That explains the wreckage a lot. If it had been an engine failure so long as the pilot was competent and got the nose down quickly the aircraft would likely still be in one piece based on the flat terrain & dry grass. A stall at 100 feet or less is going to end in a pretty hard smack into the ground. The Lightning is pretty slippery & I assume WOT at stall. Not enough height to recover, but really good that the nose & engine absorbed a lot of the energy to allow the pilot to walk away.

 

As they say any landing you can walk away from is a good landing. Of course it was not a great landing because the aeroplane can not be used again.

That is a pretty perfect summary of what happened.
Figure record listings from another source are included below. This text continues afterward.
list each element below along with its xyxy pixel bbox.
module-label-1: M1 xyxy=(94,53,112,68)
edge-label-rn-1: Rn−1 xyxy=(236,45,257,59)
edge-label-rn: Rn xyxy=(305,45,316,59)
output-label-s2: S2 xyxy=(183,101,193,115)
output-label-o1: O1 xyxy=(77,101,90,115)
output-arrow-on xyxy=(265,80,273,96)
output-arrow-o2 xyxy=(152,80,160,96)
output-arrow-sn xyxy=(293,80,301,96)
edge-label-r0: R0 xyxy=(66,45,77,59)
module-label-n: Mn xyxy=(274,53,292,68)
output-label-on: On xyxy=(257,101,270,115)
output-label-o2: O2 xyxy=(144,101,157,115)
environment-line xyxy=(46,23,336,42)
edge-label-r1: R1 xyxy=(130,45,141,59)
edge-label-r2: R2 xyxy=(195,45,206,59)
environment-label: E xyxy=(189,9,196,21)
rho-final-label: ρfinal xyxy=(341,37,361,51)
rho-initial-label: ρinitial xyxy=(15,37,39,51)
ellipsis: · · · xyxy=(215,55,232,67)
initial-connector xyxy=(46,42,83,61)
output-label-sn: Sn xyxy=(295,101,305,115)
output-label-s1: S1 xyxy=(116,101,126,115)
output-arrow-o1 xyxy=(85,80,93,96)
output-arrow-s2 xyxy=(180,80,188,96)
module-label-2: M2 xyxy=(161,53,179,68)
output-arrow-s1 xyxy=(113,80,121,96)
Luckily it hit canopy up and the engine took the full force of the impact and thus he was able to walk away.

 

Like I said, I witnessed it and spoke to the pilot afterward and this is what happened:

 

- Quartering left tailwind on takeoff (~5 knots)

- He said lots of right rudder used as left turning tendencies were taking him off the left side of the runway

- He pulled back on the stick prematurely to get off the ground and avoid runway excursion

- He mistakenly pulled back harder as the plane was buffeting near stalling (assumed a mistake in panic)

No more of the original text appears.